EPA sets rules for non-road motors to add cats
EPA sets rules for non-road motors to add cats
By David Shephardson, Detroit News Washington Bureau
The Environmental Protection Agency unveiled sweeping regulations limiting emissions from small engines in lawn mowers and boats Thursday-requiring that most small engines have catalytic converters.
The new regulation applies to lawn mowers with a 25hp engine or smaller and will reduce smog-forming emissions by 35%. Recreational boats will see a 70% reduction in evaporated fuel and NOx emissions.
The regulations take effect in 2010 for personal watercraft with inboard or outboard motors and for lawn and garden equipment in 2011.
What a crock.
The Environmental Protection Agency unveiled sweeping regulations limiting emissions from small engines in lawn mowers and boats Thursday-requiring that most small engines have catalytic converters.
The new regulation applies to lawn mowers with a 25hp engine or smaller and will reduce smog-forming emissions by 35%. Recreational boats will see a 70% reduction in evaporated fuel and NOx emissions.
The regulations take effect in 2010 for personal watercraft with inboard or outboard motors and for lawn and garden equipment in 2011.
What a crock.
This isn't so bad. It is kind of odd that cars would need them, but boats wouldn't. Cleaner air is a good thing.
Never really thought about how much emissions a lawn mower puts out or any other lawn tool for that matter.
Never really thought about how much emissions a lawn mower puts out or any other lawn tool for that matter.
Boy, thats gonna be tricky on inboard motor boats, they use a water cooled exhuast to prevent the boat from going boom. I can imagine the headache installing a set of cats would present.
The article also states that lawn care and boat engines are major emitters of air pollution. The EPA said they account for about a quarter of carbon monoxide and other emissions. Small engines release up to 25% of the gasoline unburned in their exhaust. The EPA estimates the new regulations will save 190 million gallons of fuel annually as a result. They will cost the affected manufacturing industries $391 million a year, the EPA estimated.
Are emission controls states now going to require that you bring your lawnmower, weedeater, or any other gasoline yard equipment into an inspection statement on a yearly basis? Are code enforcement guys going to come around and do spot inspections on people mowing their grass? Will older units need to be retrofitted with cats? Just thinking out loud here.
Doubtful it would require retrofitting or that there would be inspections. They would just have to be sold that way and fines for taking them off, much like today's cars.
I doubt many people would be taking them off their lawnmowers.
I doubt many people would be taking them off their lawnmowers.
The same thing is going on with engines on the other end of the spectrum. The same sort of clean diesel technology that recently appears on highway diesels is going to soon get pushed into off-highway and marine applications. And in these applications, you'll likely see retrofits forced onto the older existing engines, since you can't count on them being removed from operation in a decade (just look at the number of older tractors and contruction equipment still in use).
As the resident treehugging libertarian, this is a very frustrating topic.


**Task statement**: Go through the entries one line at a time, and gather every line that has the word "online".

== Segment start ==

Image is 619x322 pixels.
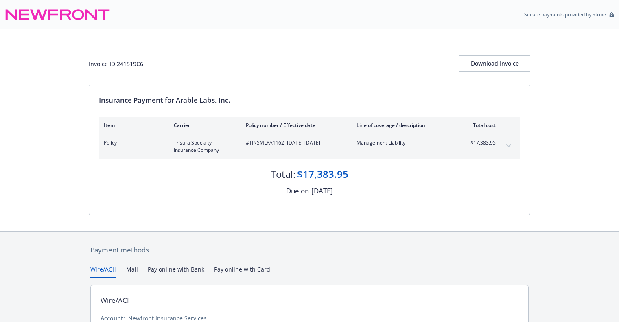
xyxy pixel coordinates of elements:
[357,122,452,129] div: Line of coverage / description
[104,139,161,147] span: Policy
[465,139,496,147] span: $17,383.95
[271,167,295,181] div: Total:
[104,122,161,129] div: Item
[286,186,309,196] div: Due on
[99,134,520,159] div: PolicyTrisura Specialty Insurance Company#TINSMLPA1162- [DATE]-[DATE]Management Liability$17,383....
[357,139,452,147] span: Management Liability
[90,265,116,278] button: Wire/ACH
[174,139,233,154] span: Trisura Specialty Insurance Company
[465,122,496,129] div: Total cost
[148,265,204,278] button: Pay online with Bank
[89,59,143,68] div: Invoice ID: 241519C6
[246,139,343,147] span: #TINSMLPA1162 - [DATE]-[DATE]
[524,11,606,18] p: Secure payments provided by Stripe
[297,167,348,181] div: $17,383.95
[174,122,233,129] div: Carrier
[126,265,138,278] button: Mail
[502,139,515,152] button: expand content
[459,56,530,71] div: Download Invoice
[459,55,530,72] button: Download Invoice
[246,122,343,129] div: Policy number / Effective date
[311,186,333,196] div: [DATE]
[214,265,270,278] button: Pay online with Card
[90,245,529,255] div: Payment methods
[99,95,520,105] div: Insurance Payment for Arable Labs, Inc.
[101,295,132,306] div: Wire/ACH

== Segment end ==

**Exercise answer**:
[148,265,204,278] button: Pay online with Bank
[214,265,270,278] button: Pay online with Card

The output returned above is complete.